We saw the magic trick, the illusion, for what it is.
We saw how the many are controlled by the few using fear. How the collective “We” has been carved up into “Us” versus “Them” tribalism for so long we don’t know if another way to live is possible. How we have been conditioned to climb someone else’s mountain because it makes us productive, predictable, controllable members of society.
And, like I shared in the parable of the elephant, the belief in the illusion is also what keeps us small.
These revelations have made many angry, as they should. This is the other side of the de-illusionment coin. Anger can be constructive and a wonderful teacher. It will get you busy. It will rile you up enough to take action and take responsibility for yourself and your choices.
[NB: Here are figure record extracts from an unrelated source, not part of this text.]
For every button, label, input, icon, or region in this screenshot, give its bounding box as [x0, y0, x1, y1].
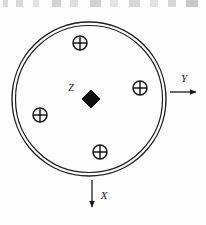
figure-root: Z YX	[0, 0, 206, 225]
axes-group: YX	[92, 72, 196, 207]
center-diamond-icon	[82, 90, 100, 108]
crossed-circle-left	[33, 108, 47, 122]
crossed-circle-top	[73, 36, 87, 50]
physics-diagram: Z YX	[0, 0, 206, 225]
axis-x: X	[92, 180, 109, 207]
axis-y: Y	[170, 72, 196, 92]
crossed-circle-right	[133, 81, 147, 95]
axis-label-y: Y	[181, 72, 189, 84]
center-marker-group: Z	[68, 82, 100, 108]
crossed-circle-bottom	[93, 145, 107, 159]
axis-label-x: X	[100, 189, 109, 201]
axis-label-z: Z	[68, 82, 74, 93]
It will motivate you to leave the First Mountain behind to find the Second Mountain, which is your mountain. Your purpose. Your way of being in the world truthfully and authentically.
But you will not begin the descent from the First Mountain into the valley and borderlands of Soul without first passing through disillusionment.
There is no shortcut or safe passage way around. You wouldn’t want to bypass it anyway because its lessons are precious gold.
Change requires a catalyst, and throughout human history one of the greatest is dis-illusionment. Waking up to the truth, however reliant we have become on the illusion and its comfortable lies.
Consider any revolution that has ever unfolded. How did it begin if not for disillusionment of the status-quo?
Think of your own inner revolutions and the quiet cataclysms that put your life on a whole new path. How much of the change in your own life has come because you saw the path you were on for what it was—a road to somewhere you didn’t want to go?
Do not avoid dis-illusionment. If you feel disconnected from a sense of clear purpose or happiness in your life, embrace the dis-illusionment that simmers right now inside of you. Invite it to be your ally and teacher. Ask it what it has to tell you.
Everyone passes by way of the First Mountain, but you don’t have to settle for there. In order to discover the new, the old must be abandoned. If you’re standing on the summit of the First Mountain feeling unsatisfied, good. You’re not meant to stay here.
You can become a Second Mountain person, someone who climbs the mountain of their own choosing because it calls to you, and whispers a dare to come find your Self in the wildlands.
But to get there, you must pass through the valley of Soul, where the first Path of Rewilding awaits. And that’s where we go next.
Love this excerpt: "It’s a stark realization to reach the summit and discover the truth. We stand there, look around and say, “Is this all there is?”
All the books you've mentioned like Second Mountain, Richard Rohr's and anything written by James Hollis clarify my thinking and put me in such an enlightened mood. I love anything that touches on purpose. But then after that, the hard part begins where I need to shift my life towards that purposeful sentiment. That's when it becomes tough. To get out of where I am and walk towards where I want to go.
Great article. I resonated with David Brook’s The Second Mountain. How do we get from the first egoic mountain to that second of deeper essence of authentic spirit? That valley of soul. Rewilding! Your concept intersects nicely with Bill Plotkin’s work on descent to soul. The valley. Like Odysseus who met Hades in the underworld before he could “remember” his way home. We go through those initations and thresholds Plotkin describes in his stages of development wheel. https://www.animas.org/wp-content/uploads/Intro-to-ESDW-for-Animas-website.pdf
Most of us in the west don’t get past stage three of eight! We never get off that first mountain. That second mountain might go even beyond our own authenticity to the true niche of our whole species. That descent to soul for our times is a totally different odyssey.
https://www.dailygood.org/story/2766/the-descent-to-soul-an-overview-of-the-terrain-bill-plotkin/#:~:text=This%20is%20a%20field%20guide,in%20the%20contemporary%20Western%20world.
We are all in need of Rewilding! It’s the only way home. The door only opens to the inside.